ACTIVITY:
Word for word, write out the entries that follow, omitting all pictures.

_ _ _ _

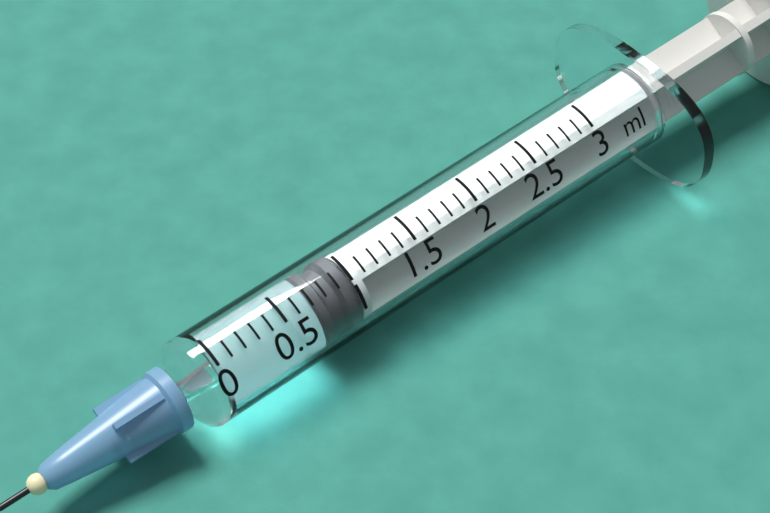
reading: 0.7 ml
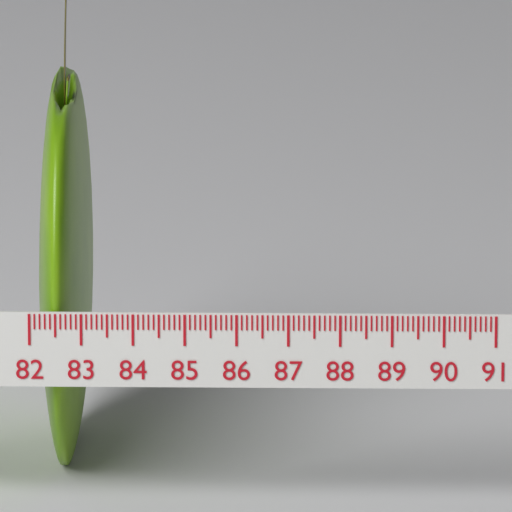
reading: 83.0 (no unit)
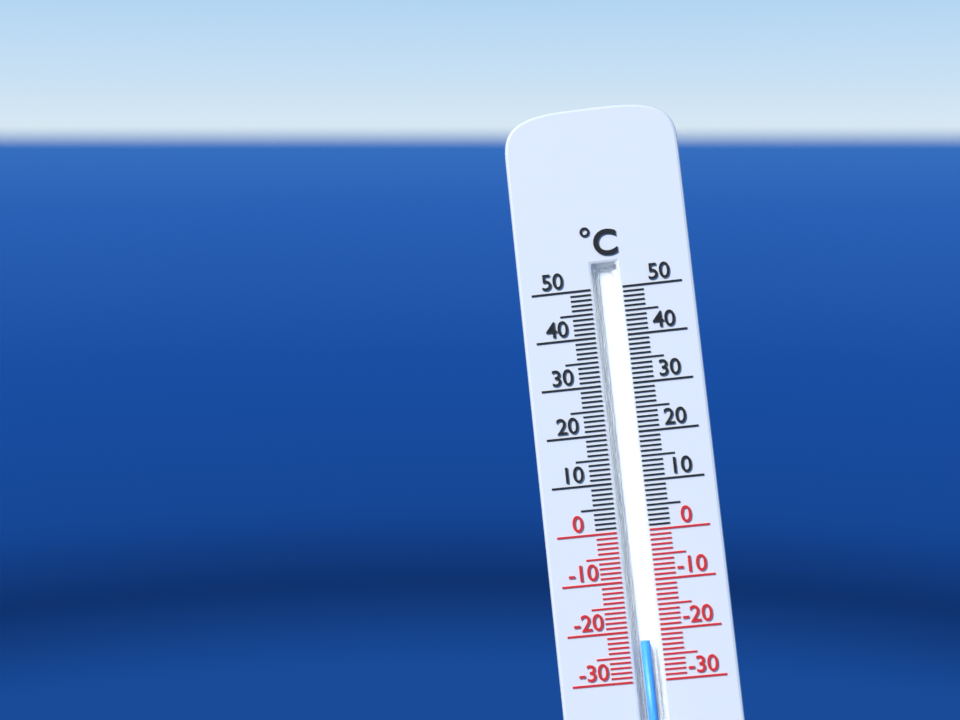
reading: -22 °C
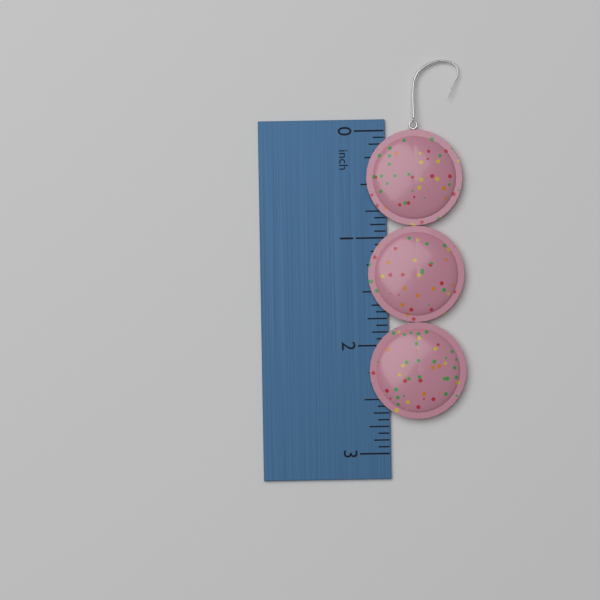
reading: 2.6875 inch
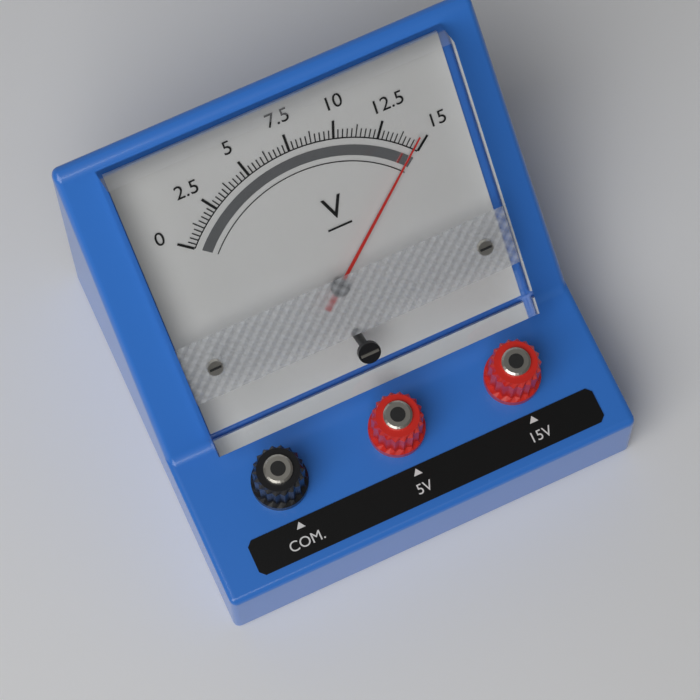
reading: 14.50 V
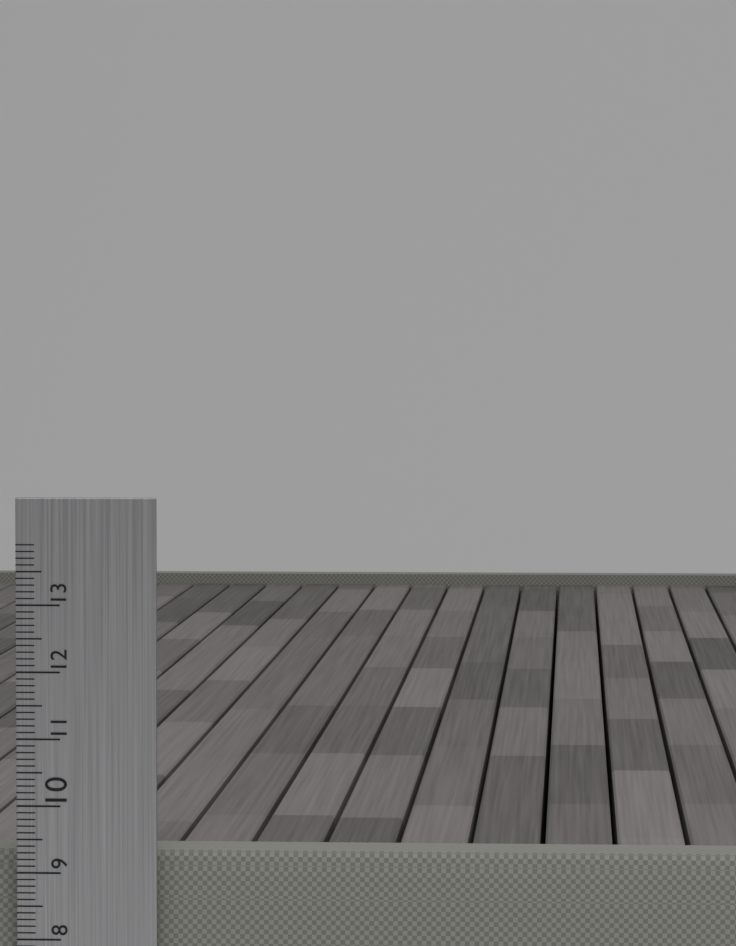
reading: 9.3 cm
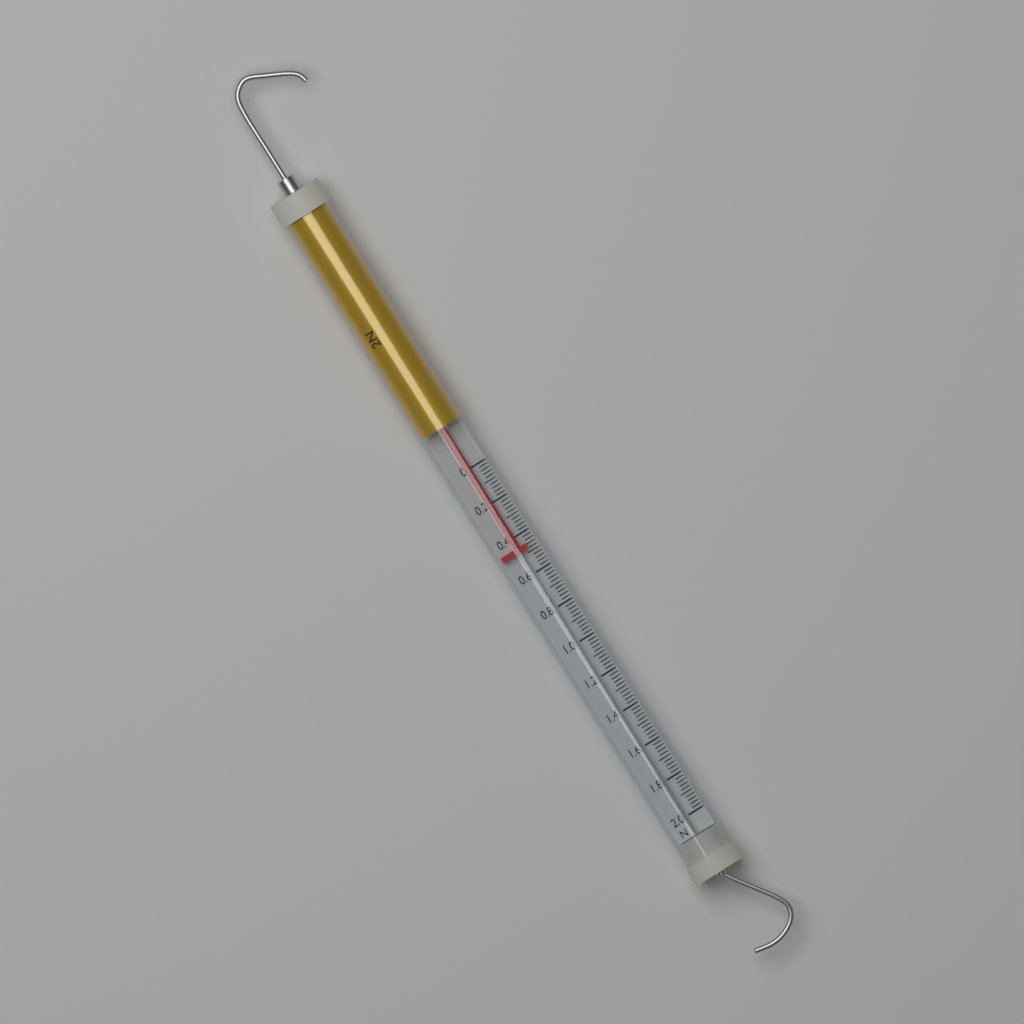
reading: 0.48 N
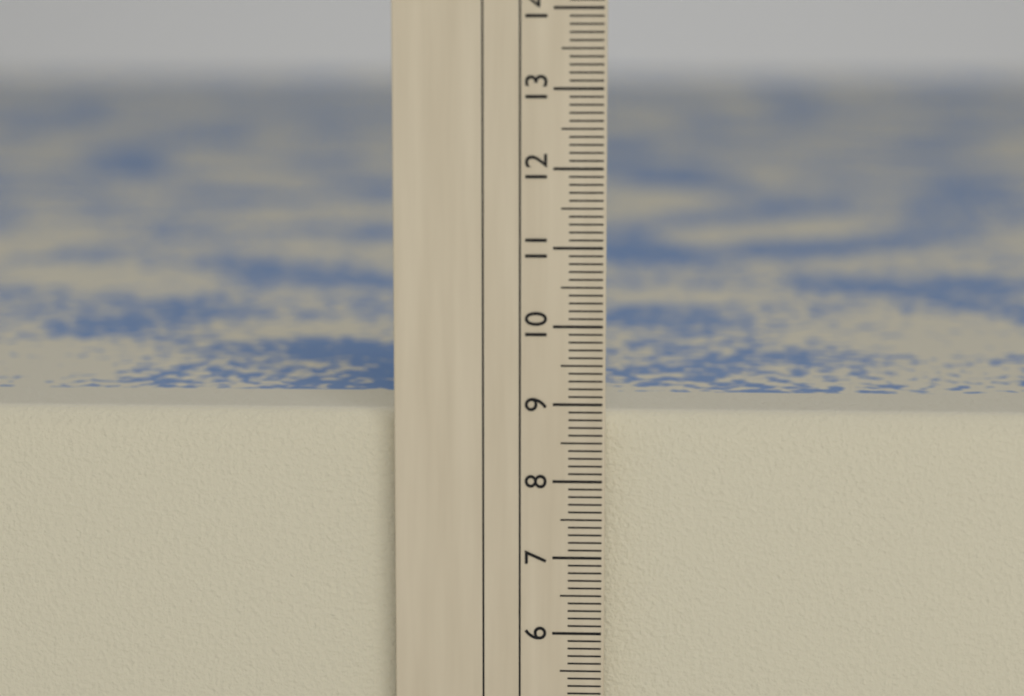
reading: 8.8 cm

_ _ _ _

YOUR RESPONSE:
reading: 0.7 ml
reading: 83.0 (no unit)
reading: -22 °C
reading: 2.6875 inch
reading: 14.50 V
reading: 9.3 cm
reading: 0.48 N
reading: 8.8 cm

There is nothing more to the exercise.